This subordinate charm provides a way to integrate an OpenID Connect based identity provider with Keystone using the mod_auth_openidc Apache web server authentication module.
The structure and purpose follow the ones of the keystone-saml-mellon charm.
The following documentation is useful to better understand the charm implementation:
- https://github.com/zmartzone/mod_auth_openidc
- https://docs.openstack.org/keystone/latest/admin/federation/configure_federation.html
- https://docs.openstack.org/keystone/latest/admin/federation/mapping_combinations.html
- https://opendev.org/openstack/charm-keystone-saml-mellon/src/branch/master/src/README.md
Use this charm with the Keystone charm, running with preferred-api-version=3:
juju deploy keystone
juju config keystone preferred-api-version=3 # other settings
juju deploy openstack-dashboard # settings
juju deploy cs:~csd-garr/keystone-oidc
juju add-relation keystone keystone-oidc
juju add-relation keystone openstack-dashboard
In a bundle:
applications:
# ...
keystone-oidc:
charm: cs:~csd-garr/keystone-oidc
num_units: 0
options:
idp-name: google
protocol-name: openid
user-facing-name: Google
oidc-client-id: 1234567890-abcabacabcabc.apps.googleusercontent.com
oidc-client-secret: XYZXYZXYZ
oidc-provider-metadata-url: https://accounts.google.com/.well-known/openid-configuration
oidc-redirect-uri: https://keystone.example.com:5000/v3/auth/OS-FEDERATION/websso/openid/redirect
relations:
# ...
- [ keystone, keystone-oidc]
- [ openstack-dashboard, keystone-oidc]
- [ "openstack-dashboard:websso-trusted-dashboard", "keystone:websso-trusted-dashboard" ]
In addition to the above, there are several post-deployment steps that have to be performed in order to start using federated identity functionality in Keystone. They depend on the chosen config values.
In order to take the above into account several objects need to be created:
- a domain used for federated users;
- (optional) a project to be used by federated users;
- one or more groups to place federated users into;
- role assignments for the groups above;
- an identity provider object;
- a federation protocol object.
Generate rules.json for mapping federated users into the keystone database. The following is a simple example. Constraints can be added on the remote side. For example group membership. See mapping documentation upstream.
openstack domain create federated_domain
openstack group create federated_users --domain federated_domain
# Get the federated_users group id and assign the role Member
GROUP_ID=$(openstack group show federated_users --domain federated_domain | grep -v domain_id | grep id |awk '{print $4}')
openstack role add --group ${GROUP_ID} --domain federated_domain Member
# Use the URL for your idP's metadata for remote-id. The name can be
# arbitrary.
openstack identity provider create --remote-id https://accounts.google.com --domain federated_domain google
# Get the federated_domain id and add it to the rules.json map
DOMAIN_ID=$(openstack domain show federated_domain |grep id |awk '{print $4}')
cat > rules.json <<EOF
[{
"local": [
{
"user": {
"name": "{0}"
},
"group": {
"domain": {
"id": "${DOMAIN_ID}"
},
"name": "federated_users"
},
"projects": [
{
"name": "{0}_project",
"roles": [
{
"name": "Member"
}
]
}
]
}
],
"remote": [
{
"type": "OIDC-email"
}
]
}]
EOF
# Use the rules.json created above.
openstack mapping create --rules rules.json oidc_mapping
# The name must match the configuration setting protocol-name
openstack federation protocol create openid --mapping oidc_mapping --identity-provider google
# list related projects
openstack federation project list
# Note and auto generated domain has been created. This is where auto
# generated users and projects will be created.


WHAT YOU WILL DO
Reproduce exactly the lines from the one containing "Detect and localize" through the last line of the records below, both included. Leave out any pictures.

DATA FOR THIS EXERCISE
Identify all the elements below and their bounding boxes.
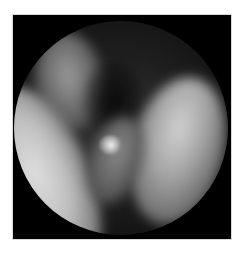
endoscope-field-of-view — [14, 21, 228, 235]
image-frame — [12, 14, 232, 240]
central-lesion — [99, 135, 123, 155]
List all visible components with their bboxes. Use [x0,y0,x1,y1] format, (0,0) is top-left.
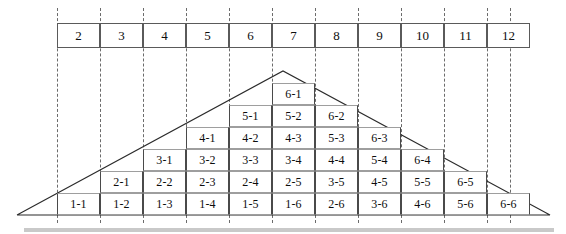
combination-cell-5-4: 5-4 [358,149,401,171]
combination-cell-1-4: 1-4 [186,193,229,215]
combination-cell-2-4: 2-4 [229,171,272,193]
dice-sum-pyramid-figure: 23456789101112 1-11-22-11-32-23-11-42-33… [0,0,566,234]
sum-label-box-2: 2 [57,23,100,48]
sum-label-box-9: 9 [358,23,401,48]
combination-cell-4-4: 4-4 [315,149,358,171]
sum-label-box-7: 7 [272,23,315,48]
combination-cell-5-2: 5-2 [272,105,315,127]
combination-cell-3-2: 3-2 [186,149,229,171]
combination-cell-5-1: 5-1 [229,105,272,127]
combination-cell-3-3: 3-3 [229,149,272,171]
combination-cell-1-5: 1-5 [229,193,272,215]
sum-label-box-10: 10 [401,23,444,48]
combination-cell-2-2: 2-2 [143,171,186,193]
sum-label-box-6: 6 [229,23,272,48]
combination-cell-1-2: 1-2 [100,193,143,215]
combination-cell-5-5: 5-5 [401,171,444,193]
combination-cell-4-2: 4-2 [229,127,272,149]
combination-cell-1-3: 1-3 [143,193,186,215]
sum-label-box-4: 4 [143,23,186,48]
combination-cell-6-6: 6-6 [487,193,530,215]
combination-cell-1-6: 1-6 [272,193,315,215]
combination-cell-1-1: 1-1 [57,193,100,215]
combination-cell-2-1: 2-1 [100,171,143,193]
sum-label-box-8: 8 [315,23,358,48]
combination-cell-4-6: 4-6 [401,193,444,215]
sum-label-box-3: 3 [100,23,143,48]
combination-cell-2-5: 2-5 [272,171,315,193]
combination-cell-5-3: 5-3 [315,127,358,149]
combination-cell-3-1: 3-1 [143,149,186,171]
sum-label-box-5: 5 [186,23,229,48]
combination-cell-2-6: 2-6 [315,193,358,215]
combination-cell-5-6: 5-6 [444,193,487,215]
combination-cell-4-3: 4-3 [272,127,315,149]
sum-label-box-11: 11 [444,23,487,48]
combination-cell-2-3: 2-3 [186,171,229,193]
bottom-grey-band [24,228,554,232]
combination-cell-6-3: 6-3 [358,127,401,149]
combination-cell-6-1: 6-1 [272,83,315,105]
combination-cell-4-1: 4-1 [186,127,229,149]
combination-cell-6-2: 6-2 [315,105,358,127]
combination-cell-3-5: 3-5 [315,171,358,193]
combination-cell-3-4: 3-4 [272,149,315,171]
sum-label-box-12: 12 [487,23,530,48]
combination-cell-3-6: 3-6 [358,193,401,215]
combination-cell-6-4: 6-4 [401,149,444,171]
combination-cell-4-5: 4-5 [358,171,401,193]
combination-cell-6-5: 6-5 [444,171,487,193]
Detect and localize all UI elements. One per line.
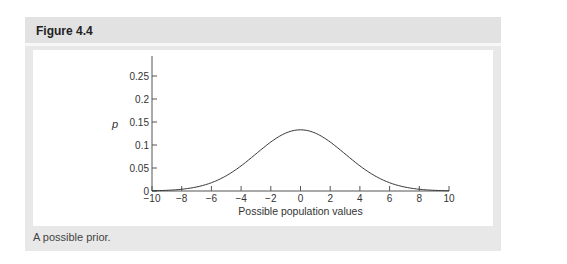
x-tick-label: 0 (298, 193, 304, 204)
y-tick-label: 0.25 (130, 71, 150, 82)
x-tick-label: −10 (144, 193, 161, 204)
prior-curve (152, 130, 449, 191)
plot-area: 00.050.10.150.20.25−10−8−6−4−20246810Pos… (33, 50, 493, 226)
x-tick-label: 4 (357, 193, 363, 204)
x-tick-label: −6 (206, 193, 218, 204)
x-tick-label: −2 (265, 193, 277, 204)
header-divider (25, 43, 501, 46)
x-tick-label: 10 (443, 193, 455, 204)
figure-header: Figure 4.4 (25, 17, 501, 43)
x-tick-label: −4 (235, 193, 247, 204)
figure-panel: Figure 4.4 00.050.10.150.20.25−10−8−6−4−… (25, 17, 501, 251)
x-tick-label: 2 (327, 193, 333, 204)
y-tick-label: 0.05 (130, 163, 150, 174)
y-tick-label: 0.1 (135, 140, 149, 151)
figure-title: Figure 4.4 (36, 24, 93, 38)
normal-prior-chart: 00.050.10.150.20.25−10−8−6−4−20246810Pos… (33, 50, 493, 226)
figure-caption: A possible prior. (33, 231, 111, 243)
y-tick-label: 0.15 (130, 117, 150, 128)
x-tick-label: 6 (387, 193, 393, 204)
x-axis-label: Possible population values (238, 205, 362, 217)
x-tick-label: −8 (176, 193, 188, 204)
y-axis-label: p (111, 118, 118, 130)
y-tick-label: 0.2 (135, 94, 149, 105)
x-tick-label: 8 (417, 193, 423, 204)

RESULT
Detect and localize all UI elements. One per line.
x-tick-label: 0 (298, 193, 304, 204)
y-tick-label: 0.25 (130, 71, 150, 82)
x-tick-label: −10 (144, 193, 161, 204)
prior-curve (152, 130, 449, 191)
plot-area: 00.050.10.150.20.25−10−8−6−4−20246810Pos… (33, 50, 493, 226)
x-tick-label: 4 (357, 193, 363, 204)
x-tick-label: −6 (206, 193, 218, 204)
x-tick-label: −2 (265, 193, 277, 204)
header-divider (25, 43, 501, 46)
x-tick-label: 10 (443, 193, 455, 204)
figure-header: Figure 4.4 (25, 17, 501, 43)
x-tick-label: −4 (235, 193, 247, 204)
figure-panel: Figure 4.4 00.050.10.150.20.25−10−8−6−4−… (25, 17, 501, 251)
x-tick-label: 2 (327, 193, 333, 204)
y-tick-label: 0.05 (130, 163, 150, 174)
y-tick-label: 0.1 (135, 140, 149, 151)
figure-title: Figure 4.4 (36, 24, 93, 38)
normal-prior-chart: 00.050.10.150.20.25−10−8−6−4−20246810Pos… (33, 50, 493, 226)
figure-caption: A possible prior. (33, 231, 111, 243)
y-tick-label: 0.15 (130, 117, 150, 128)
x-tick-label: 6 (387, 193, 393, 204)
x-axis-label: Possible population values (238, 205, 362, 217)
x-tick-label: −8 (176, 193, 188, 204)
y-axis-label: p (111, 118, 118, 130)
y-tick-label: 0.2 (135, 94, 149, 105)
x-tick-label: 8 (417, 193, 423, 204)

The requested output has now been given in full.